Saturday, October 27, 2012

ONCE MORE UNTO THE BREACH, DEAR FRIENDS


One last comment on the forthcoming election.   Lord, I will be happy when this is behind us.  Unless Obama loses, in which case I must decide whether to kill myself or buy a one way ticket to Paris.

The entire campaign has been really bizarre, and I have been trying very hard to make sense of it.  I have come up with an explanation, which may have some truth in it.  I offer it simply as a sop to those of you who, like me, are way beyond obsession and into hysteria, and hence need something to calm us down.

The focus of my puzzlement has been the sudden dramatic collapse of Obama's very large lead on the occasion of the first debate.  Since all the polling suggested that the country was dramatically polarized, with an unusually small number of respondents to the polls identifying themselves as "undecided," I simply could not make sense of the dramatic reversal of fortunes as a consequence of one listless debate performance.  Had there been a large number of undecided voters, the reversals might have been comprehensible, but how could Obama virtually overnight go, in Nate Silver's excellent statistical analysis, from an 87.1% chance of victory to a 61.1% chance?  [He is back up to a 74.4% chance, thank the Lord.]

There are, it seems to me, only two possible explanations.  The first, which I do not believe at all, is that the polls either before or after the debate were cooked or incompetently conducted.  That way lies paranoia and madness.  The second, which I have decided is the only explanation that makes sense, is this:  From the beginning, the race was going to be very close.  A bad Republican primary season and some unforced Romney errors influenced inattentive voters unduly before the post-Labor Day period, yielding unrealistic poll numbers that made it look as though Obama was going to run away with the election.  The arrival of the real election season coincided with Obama's poor showing in the first debate to jolt natural Romney supporters back to the position they were destined to occupy anyway.  They were never really persuadable by the Democrats.  So, after the second and third debates more or less equalized the situation, the polls began to show pretty much the sort of tight race that it was always going to be, with Obama in a small but solid lead.

This explanation has the great advantage, I think, of comporting with the expectations of the Obama campaign team, who are, in my experience, the smartest bunch of pros modern American politics has ever seen.  From the outset, they were sure they would be facing Romney, they were convinced that he was the strongest candidate the Republicans could put forward, and they thought they would have a turnout election in which their best chance of success was a superb ground game.

There are now no more turning points, no more startling revelations, just a grinding effort to get out the vote, early if possible but otherwise on election day.  My sunny optimism, which reached its peak in my happy blog post that Obama would win and Romney would lose, has given way to a sullen, determined, gut-wrenching slog from news cycle to news cycle as I await Election Day.  My pricey bottle of Chateau neuf du Pape will remain unopened until Obama takes Ohio, or at least New Hampshire. 

In the next ten days, I will strive to find something else to blog about.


◆ Aim of the exercise ◆
Look for the string "inputs" in the listing below, then copy every line that has it.
·····
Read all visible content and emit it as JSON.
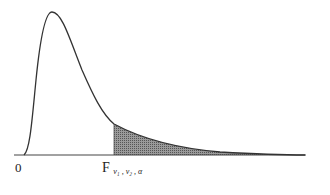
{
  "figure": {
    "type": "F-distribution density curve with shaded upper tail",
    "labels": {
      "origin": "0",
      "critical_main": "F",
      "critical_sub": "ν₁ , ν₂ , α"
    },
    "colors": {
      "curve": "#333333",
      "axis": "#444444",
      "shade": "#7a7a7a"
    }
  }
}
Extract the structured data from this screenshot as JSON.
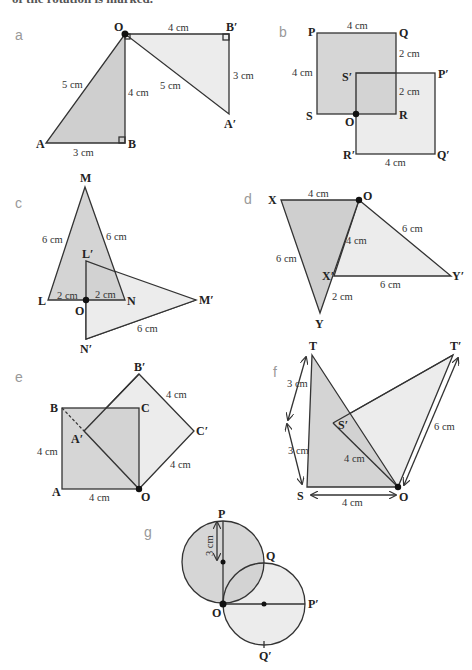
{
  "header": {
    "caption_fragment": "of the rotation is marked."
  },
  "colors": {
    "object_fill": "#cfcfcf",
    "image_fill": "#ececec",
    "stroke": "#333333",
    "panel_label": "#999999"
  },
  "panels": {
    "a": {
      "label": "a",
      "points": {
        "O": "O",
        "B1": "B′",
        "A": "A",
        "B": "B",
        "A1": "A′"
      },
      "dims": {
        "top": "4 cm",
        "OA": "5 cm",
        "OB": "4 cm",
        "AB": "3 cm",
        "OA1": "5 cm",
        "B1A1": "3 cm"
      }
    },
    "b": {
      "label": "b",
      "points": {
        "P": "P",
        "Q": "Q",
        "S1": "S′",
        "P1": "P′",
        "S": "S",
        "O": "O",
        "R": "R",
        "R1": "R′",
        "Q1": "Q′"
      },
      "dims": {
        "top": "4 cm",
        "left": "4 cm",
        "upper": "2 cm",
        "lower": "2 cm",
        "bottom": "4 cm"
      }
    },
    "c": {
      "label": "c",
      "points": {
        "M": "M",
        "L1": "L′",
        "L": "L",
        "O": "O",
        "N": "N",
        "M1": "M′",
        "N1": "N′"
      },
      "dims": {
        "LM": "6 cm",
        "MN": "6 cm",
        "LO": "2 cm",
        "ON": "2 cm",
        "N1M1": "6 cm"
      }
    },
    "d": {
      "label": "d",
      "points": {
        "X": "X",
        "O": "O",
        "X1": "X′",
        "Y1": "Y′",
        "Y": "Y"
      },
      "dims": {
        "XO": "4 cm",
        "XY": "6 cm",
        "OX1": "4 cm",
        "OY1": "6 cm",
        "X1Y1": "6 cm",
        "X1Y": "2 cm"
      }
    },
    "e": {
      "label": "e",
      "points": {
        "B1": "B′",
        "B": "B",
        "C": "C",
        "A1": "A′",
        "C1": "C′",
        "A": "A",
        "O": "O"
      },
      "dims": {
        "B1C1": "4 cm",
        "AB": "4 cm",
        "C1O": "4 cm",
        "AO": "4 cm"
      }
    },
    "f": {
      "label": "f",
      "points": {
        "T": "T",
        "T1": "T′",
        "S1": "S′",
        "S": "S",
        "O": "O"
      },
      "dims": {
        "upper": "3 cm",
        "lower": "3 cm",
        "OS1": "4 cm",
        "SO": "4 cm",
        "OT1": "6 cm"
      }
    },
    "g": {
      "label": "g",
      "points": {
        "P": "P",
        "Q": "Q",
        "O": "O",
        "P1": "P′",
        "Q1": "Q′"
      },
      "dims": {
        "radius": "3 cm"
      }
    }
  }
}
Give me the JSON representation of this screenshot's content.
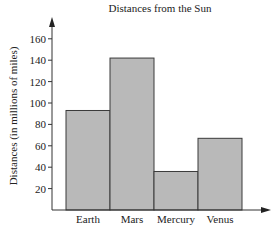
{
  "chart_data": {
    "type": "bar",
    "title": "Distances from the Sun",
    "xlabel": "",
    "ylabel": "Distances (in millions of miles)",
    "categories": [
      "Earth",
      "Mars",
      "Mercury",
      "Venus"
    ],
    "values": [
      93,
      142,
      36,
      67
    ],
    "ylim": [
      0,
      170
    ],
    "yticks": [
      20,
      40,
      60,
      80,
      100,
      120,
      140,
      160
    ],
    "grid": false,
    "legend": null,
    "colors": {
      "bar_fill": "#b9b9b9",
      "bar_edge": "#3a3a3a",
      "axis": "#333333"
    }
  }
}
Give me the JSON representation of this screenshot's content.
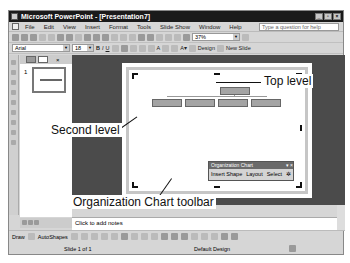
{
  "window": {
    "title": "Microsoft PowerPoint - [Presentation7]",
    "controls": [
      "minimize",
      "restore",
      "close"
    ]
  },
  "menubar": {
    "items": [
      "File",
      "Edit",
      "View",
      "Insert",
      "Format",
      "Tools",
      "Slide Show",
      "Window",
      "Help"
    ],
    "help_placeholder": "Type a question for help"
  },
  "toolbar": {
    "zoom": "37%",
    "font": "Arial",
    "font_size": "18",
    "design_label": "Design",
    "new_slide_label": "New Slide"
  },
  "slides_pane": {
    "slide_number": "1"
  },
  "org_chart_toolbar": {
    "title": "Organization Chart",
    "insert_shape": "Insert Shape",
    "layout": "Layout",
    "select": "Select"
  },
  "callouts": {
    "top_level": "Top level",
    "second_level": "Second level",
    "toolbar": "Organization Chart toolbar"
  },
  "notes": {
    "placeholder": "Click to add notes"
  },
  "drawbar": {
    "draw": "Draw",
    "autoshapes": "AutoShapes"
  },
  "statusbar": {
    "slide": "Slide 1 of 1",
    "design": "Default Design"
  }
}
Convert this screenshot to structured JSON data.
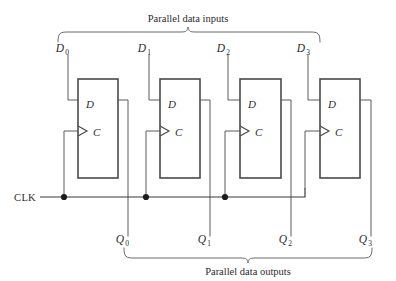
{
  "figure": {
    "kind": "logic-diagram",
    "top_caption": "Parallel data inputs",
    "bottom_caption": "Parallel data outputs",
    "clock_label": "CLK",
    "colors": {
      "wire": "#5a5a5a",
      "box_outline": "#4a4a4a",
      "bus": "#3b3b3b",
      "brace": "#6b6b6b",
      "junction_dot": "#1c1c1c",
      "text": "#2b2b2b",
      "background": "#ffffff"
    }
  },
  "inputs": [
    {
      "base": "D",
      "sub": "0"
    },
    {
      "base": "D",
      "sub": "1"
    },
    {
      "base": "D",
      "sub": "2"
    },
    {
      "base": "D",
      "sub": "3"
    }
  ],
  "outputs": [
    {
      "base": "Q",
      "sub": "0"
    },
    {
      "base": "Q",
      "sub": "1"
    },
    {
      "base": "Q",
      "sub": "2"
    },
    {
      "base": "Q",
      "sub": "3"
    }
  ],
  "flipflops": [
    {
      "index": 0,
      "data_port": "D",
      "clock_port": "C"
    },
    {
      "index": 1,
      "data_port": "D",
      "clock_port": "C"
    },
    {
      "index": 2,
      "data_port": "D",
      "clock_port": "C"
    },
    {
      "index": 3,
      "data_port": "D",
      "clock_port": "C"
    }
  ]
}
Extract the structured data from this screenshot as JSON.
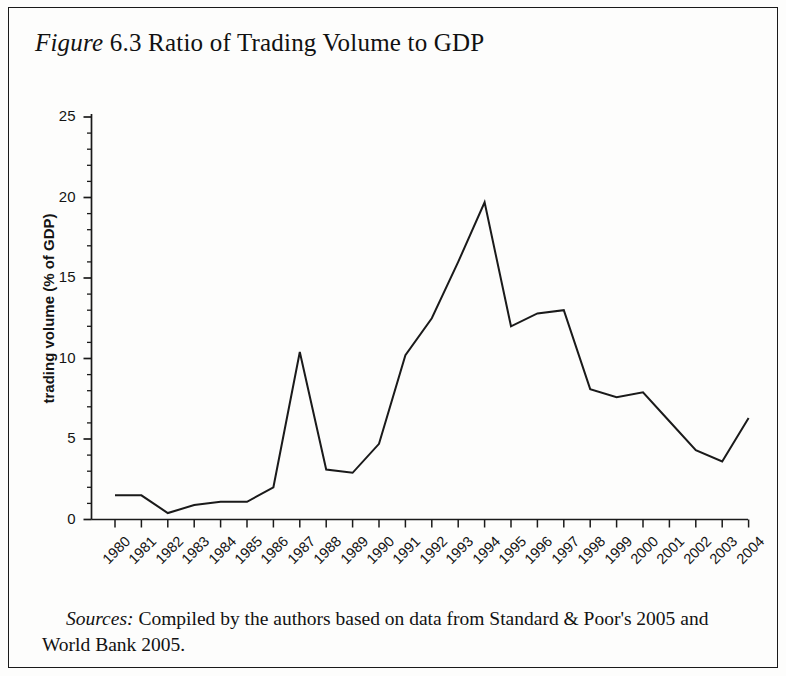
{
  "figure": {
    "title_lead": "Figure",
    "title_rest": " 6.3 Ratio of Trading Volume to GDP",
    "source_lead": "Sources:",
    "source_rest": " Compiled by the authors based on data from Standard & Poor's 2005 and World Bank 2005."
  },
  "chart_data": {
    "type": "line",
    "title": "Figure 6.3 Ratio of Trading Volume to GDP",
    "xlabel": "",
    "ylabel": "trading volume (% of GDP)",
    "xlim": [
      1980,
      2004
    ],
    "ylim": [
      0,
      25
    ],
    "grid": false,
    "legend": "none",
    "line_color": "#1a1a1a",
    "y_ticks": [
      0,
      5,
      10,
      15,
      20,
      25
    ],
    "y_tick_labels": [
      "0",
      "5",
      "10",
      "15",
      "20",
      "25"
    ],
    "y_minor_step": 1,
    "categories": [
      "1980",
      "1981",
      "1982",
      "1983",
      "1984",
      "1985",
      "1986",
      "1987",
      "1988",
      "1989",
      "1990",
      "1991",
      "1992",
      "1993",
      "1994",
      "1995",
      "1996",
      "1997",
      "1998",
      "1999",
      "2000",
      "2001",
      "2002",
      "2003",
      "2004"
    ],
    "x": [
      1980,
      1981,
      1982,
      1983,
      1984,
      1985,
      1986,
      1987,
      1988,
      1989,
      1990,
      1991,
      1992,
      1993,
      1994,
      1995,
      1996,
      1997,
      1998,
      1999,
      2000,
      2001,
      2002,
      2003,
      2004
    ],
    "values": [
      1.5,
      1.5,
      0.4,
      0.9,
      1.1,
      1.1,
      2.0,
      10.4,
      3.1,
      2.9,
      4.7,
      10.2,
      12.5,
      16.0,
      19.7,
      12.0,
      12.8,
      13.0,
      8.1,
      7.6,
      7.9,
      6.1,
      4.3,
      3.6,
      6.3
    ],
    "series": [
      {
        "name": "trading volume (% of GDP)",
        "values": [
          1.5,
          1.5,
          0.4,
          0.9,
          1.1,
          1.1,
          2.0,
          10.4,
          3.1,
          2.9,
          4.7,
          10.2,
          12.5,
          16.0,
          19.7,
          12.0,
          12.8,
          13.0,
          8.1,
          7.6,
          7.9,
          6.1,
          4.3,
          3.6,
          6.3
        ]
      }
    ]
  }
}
·····
◆ Result ◆
    "top_caption": "Parallel data inputs",
  "inputs": [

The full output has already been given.